Wednesday, May 23, 2012

The Odyssey of the West


I'm listening to the wonderful audiobook series The Odyssey of the West. The first installment deals with the three ancient civilizations with the biggest influence on the West: the Hebrews, the Greeks, and the Romans. I'm about 2/3rds done - I have yet to listen to the lectures on the Romans. 

From the Hebrews we get the Hebrew bible, and later Christianity. It is the basis of much of our moral ideas - compassion for the poor and elderly, empathy through the Golden Rule, and personal moderation. It comes to us with a radical egalitarian worldview. Beggars, women, slaves, rich men, and public officials are equal in the eyes of the Christian god. When the son of god comes to earth, he lives in poverty. It is easy to see how the roots of classical liberalism grew from the Christian gospel.

From the Greeks, we get the idea of excellence, or Arete (a - rit- tay). Any American is familiar with the concept. During a football game when a quarterback whips the ball through a narrow gap between two defenders and into the waiting hands of his teammate for a score and the crowd roars in approval - that is Arete. Americans worship Arete almost as intensely as the Greeks. 

At first Arete was a marshall concept, excellence in warfare, but it grew to include all aspects of society. First the Greeks invented theatre, and then hosted playwriting contests that produced some of the most profound theatre of all time. That is Arete. Arete is embodied in the Olympic games, in sculpture, in philosophy, in mathematics, and in rhetoric. To the Greeks, anything worth doing was worth doing well. Personal excellence was an end in itself. 

Concern for individual liberty and democracy also comes to us from the Greeks. The high water marke for Greek civilization was their defeat of the vastly superior army of the Persian empire. Herodotus (the world's first historian, a Greek) believed the Greeks won because their soldiers were free men while the Persians were nominally slaves to their king. Americans used similar propaganda during the wars of the 20th century.

And from Rome, we get Romanitas. Marshall vigor, hard work, honesty, duty and patriotism are values of the Romans as outlined by Cicero in the waning days of the Republic. The Republican Roman ideal of the citizen/soldier/farmer had deep influence over the early American psyche. As in the period of the Roman empire, these ideals have faded. But it would be a mistake to draw too close of a parallel between Rome and ourselves for the purpose of weaving a narrative of decline. The American mind is similar, but also quite different from that of the Romans. One huge difference is that we are a commercial nation, descendants of island British traders, and Rome was not. Commerce, combined with Christianity, has a profound leveling effect on society. We like to complain about economic inequality today, but in Rome it was truly breathtaking on a scale that is hard for us to imagine.

I've also listened to some of the later lectures in this series. They work well out of order. The material is not well-organized. You never know if a lecture will be a review of a Shakespeare play or an overview of 50 years of history. But they do go in chronological order, and each lecture is interesting and high-quality throughout.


Each line containing the string "Studio" should be copied out of the entries.

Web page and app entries
========

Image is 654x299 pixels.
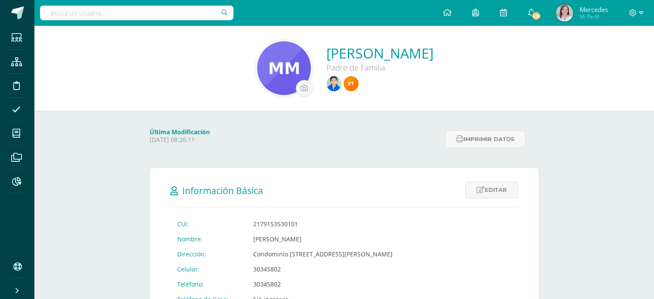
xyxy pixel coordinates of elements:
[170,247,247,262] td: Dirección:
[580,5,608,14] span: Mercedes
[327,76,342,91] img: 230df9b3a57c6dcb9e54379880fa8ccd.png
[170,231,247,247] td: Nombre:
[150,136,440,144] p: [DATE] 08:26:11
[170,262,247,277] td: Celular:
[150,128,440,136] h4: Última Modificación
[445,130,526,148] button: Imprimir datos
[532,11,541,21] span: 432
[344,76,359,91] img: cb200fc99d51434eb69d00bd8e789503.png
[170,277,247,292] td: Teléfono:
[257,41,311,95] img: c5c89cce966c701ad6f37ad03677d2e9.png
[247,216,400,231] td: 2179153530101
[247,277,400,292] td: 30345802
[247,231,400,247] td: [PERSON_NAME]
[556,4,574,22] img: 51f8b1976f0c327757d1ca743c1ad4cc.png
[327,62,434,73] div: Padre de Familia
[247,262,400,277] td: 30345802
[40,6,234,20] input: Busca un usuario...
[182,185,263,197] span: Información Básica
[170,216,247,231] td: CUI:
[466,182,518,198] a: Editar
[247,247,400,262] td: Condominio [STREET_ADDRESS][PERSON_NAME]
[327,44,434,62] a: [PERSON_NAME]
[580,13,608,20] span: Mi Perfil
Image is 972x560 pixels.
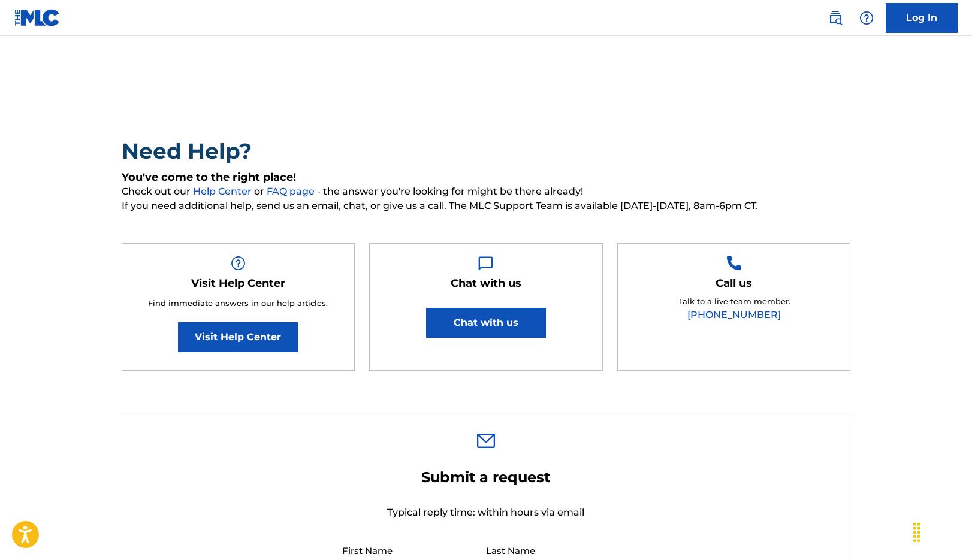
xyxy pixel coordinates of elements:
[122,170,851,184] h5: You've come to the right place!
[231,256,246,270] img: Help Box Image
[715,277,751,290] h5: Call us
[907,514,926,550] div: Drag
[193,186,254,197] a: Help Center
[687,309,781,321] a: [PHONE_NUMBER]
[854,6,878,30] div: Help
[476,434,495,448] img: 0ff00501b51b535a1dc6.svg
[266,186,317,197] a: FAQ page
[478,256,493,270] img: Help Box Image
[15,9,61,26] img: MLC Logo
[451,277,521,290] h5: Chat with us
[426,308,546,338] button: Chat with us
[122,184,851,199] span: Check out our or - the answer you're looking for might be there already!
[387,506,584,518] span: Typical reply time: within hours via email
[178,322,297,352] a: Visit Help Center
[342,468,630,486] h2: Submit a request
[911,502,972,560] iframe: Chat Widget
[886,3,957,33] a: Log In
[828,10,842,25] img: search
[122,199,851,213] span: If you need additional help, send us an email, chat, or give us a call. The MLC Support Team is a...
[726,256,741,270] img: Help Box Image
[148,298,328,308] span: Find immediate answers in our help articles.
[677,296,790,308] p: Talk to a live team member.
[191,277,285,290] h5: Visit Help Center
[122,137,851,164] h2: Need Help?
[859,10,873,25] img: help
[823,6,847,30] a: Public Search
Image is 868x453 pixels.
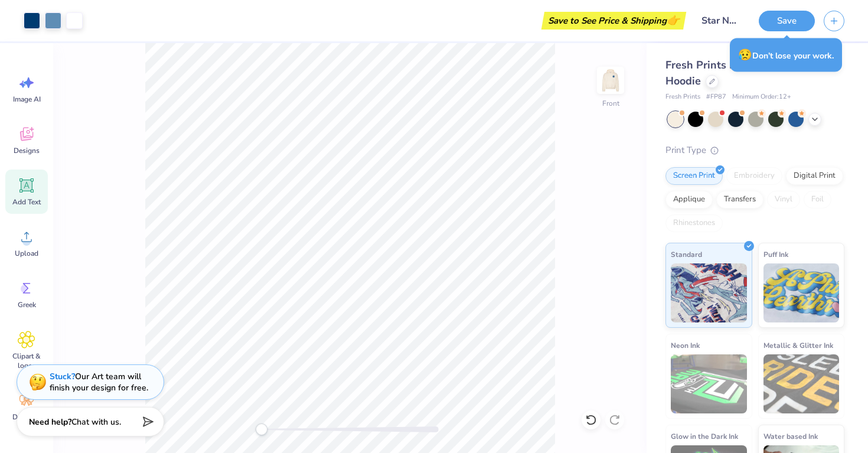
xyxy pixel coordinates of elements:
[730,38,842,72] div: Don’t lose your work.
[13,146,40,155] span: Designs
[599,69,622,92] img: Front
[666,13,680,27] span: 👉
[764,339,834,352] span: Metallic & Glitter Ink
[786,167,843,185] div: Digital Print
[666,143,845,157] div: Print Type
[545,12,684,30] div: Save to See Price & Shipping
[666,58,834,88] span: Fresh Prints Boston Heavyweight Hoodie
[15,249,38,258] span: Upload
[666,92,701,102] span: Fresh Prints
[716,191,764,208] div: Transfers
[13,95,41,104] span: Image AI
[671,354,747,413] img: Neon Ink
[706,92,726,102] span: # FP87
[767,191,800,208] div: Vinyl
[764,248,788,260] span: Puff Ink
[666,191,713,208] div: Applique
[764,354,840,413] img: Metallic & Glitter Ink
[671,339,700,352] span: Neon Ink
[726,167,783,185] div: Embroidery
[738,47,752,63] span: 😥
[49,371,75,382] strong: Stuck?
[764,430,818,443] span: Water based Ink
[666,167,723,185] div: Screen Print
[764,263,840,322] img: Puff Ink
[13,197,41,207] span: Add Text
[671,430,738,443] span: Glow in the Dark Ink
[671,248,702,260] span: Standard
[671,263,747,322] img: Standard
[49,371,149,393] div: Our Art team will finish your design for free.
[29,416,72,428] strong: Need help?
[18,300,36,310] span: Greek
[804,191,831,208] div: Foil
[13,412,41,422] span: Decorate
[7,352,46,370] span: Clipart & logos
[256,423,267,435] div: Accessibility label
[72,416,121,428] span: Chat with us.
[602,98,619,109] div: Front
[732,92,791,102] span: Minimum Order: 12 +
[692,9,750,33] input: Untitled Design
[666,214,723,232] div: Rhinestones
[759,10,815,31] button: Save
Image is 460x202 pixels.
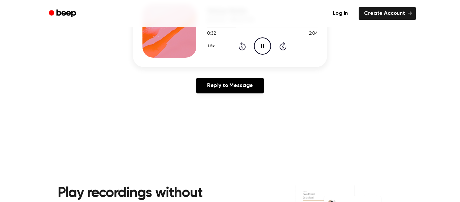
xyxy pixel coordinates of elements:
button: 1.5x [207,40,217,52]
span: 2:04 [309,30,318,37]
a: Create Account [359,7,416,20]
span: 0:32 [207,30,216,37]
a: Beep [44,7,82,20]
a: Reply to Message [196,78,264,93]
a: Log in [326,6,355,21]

========

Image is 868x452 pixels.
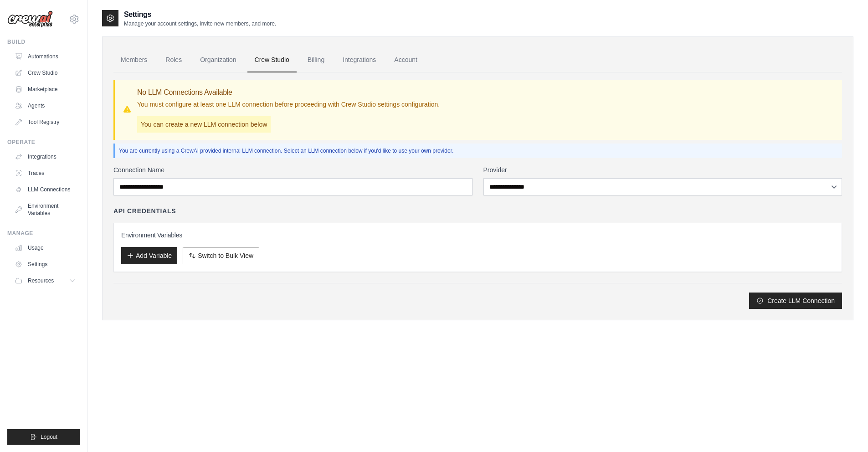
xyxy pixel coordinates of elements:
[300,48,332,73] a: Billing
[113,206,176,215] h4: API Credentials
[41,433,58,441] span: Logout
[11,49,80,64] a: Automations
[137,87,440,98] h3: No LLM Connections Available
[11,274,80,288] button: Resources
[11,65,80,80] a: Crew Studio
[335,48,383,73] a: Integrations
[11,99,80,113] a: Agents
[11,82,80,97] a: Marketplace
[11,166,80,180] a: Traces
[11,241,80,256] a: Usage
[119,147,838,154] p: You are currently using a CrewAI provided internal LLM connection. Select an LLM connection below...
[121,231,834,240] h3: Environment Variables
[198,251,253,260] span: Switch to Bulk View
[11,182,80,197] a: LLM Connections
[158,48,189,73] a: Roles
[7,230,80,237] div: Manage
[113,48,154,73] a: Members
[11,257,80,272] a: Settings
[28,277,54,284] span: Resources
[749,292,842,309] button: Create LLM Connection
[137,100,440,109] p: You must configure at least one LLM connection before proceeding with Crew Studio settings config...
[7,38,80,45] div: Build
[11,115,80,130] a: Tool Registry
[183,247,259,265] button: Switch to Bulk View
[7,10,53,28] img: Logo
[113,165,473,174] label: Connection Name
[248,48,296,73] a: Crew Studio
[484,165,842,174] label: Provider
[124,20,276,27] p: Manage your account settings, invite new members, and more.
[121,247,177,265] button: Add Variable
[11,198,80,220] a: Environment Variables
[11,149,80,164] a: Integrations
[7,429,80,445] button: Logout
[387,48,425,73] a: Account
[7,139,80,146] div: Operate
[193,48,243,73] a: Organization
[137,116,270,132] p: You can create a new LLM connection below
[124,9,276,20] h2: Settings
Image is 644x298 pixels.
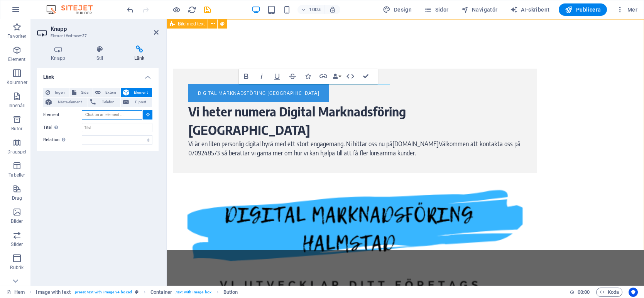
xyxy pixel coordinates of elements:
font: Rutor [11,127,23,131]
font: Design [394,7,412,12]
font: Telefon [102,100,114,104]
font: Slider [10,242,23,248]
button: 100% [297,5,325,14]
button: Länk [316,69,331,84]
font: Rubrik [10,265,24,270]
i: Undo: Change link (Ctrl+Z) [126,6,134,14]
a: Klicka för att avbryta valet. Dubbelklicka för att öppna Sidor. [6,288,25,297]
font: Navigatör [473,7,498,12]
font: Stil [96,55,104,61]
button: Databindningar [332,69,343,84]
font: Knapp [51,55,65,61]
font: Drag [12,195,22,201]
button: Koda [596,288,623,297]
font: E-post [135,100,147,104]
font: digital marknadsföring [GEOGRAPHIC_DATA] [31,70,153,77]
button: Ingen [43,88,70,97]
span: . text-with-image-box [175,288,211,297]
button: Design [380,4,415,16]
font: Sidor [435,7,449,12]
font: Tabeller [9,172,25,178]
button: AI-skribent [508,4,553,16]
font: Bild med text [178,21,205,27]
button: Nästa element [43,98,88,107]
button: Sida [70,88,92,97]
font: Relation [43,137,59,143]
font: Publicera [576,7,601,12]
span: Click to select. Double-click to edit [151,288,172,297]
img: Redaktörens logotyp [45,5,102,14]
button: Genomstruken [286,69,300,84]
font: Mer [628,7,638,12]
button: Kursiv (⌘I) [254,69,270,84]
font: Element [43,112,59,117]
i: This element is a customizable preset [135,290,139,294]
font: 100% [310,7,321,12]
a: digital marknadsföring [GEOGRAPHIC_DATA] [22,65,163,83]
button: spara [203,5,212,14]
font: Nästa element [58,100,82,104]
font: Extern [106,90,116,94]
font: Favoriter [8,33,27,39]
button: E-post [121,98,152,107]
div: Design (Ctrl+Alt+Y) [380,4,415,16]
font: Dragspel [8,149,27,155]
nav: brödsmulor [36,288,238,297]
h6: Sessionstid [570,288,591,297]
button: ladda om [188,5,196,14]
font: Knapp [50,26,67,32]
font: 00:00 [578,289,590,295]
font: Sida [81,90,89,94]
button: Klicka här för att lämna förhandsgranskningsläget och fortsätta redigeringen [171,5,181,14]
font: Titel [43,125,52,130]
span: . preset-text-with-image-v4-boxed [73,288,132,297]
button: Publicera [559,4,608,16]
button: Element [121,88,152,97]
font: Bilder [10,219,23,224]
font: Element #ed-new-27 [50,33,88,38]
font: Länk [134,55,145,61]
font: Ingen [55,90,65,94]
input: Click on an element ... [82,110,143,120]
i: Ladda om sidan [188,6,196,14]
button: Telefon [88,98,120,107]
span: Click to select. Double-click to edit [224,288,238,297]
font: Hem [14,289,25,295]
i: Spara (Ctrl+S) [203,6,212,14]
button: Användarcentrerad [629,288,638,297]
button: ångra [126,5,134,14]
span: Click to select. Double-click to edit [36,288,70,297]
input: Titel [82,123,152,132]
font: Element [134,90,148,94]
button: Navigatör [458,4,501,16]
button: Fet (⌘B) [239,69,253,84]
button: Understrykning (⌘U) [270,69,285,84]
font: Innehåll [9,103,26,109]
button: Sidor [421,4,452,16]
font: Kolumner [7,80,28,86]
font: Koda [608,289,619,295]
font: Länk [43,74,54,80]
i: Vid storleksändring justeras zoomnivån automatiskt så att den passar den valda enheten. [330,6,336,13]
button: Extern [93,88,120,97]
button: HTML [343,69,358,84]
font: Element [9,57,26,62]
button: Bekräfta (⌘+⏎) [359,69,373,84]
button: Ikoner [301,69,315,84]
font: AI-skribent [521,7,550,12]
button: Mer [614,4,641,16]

========

Your solution:
[11,65,80,80] a: Crew Studio
[137,100,440,109] p: You must configure at least one LLM connection before proceeding with Crew Studio settings config...
[248,48,296,73] a: Crew Studio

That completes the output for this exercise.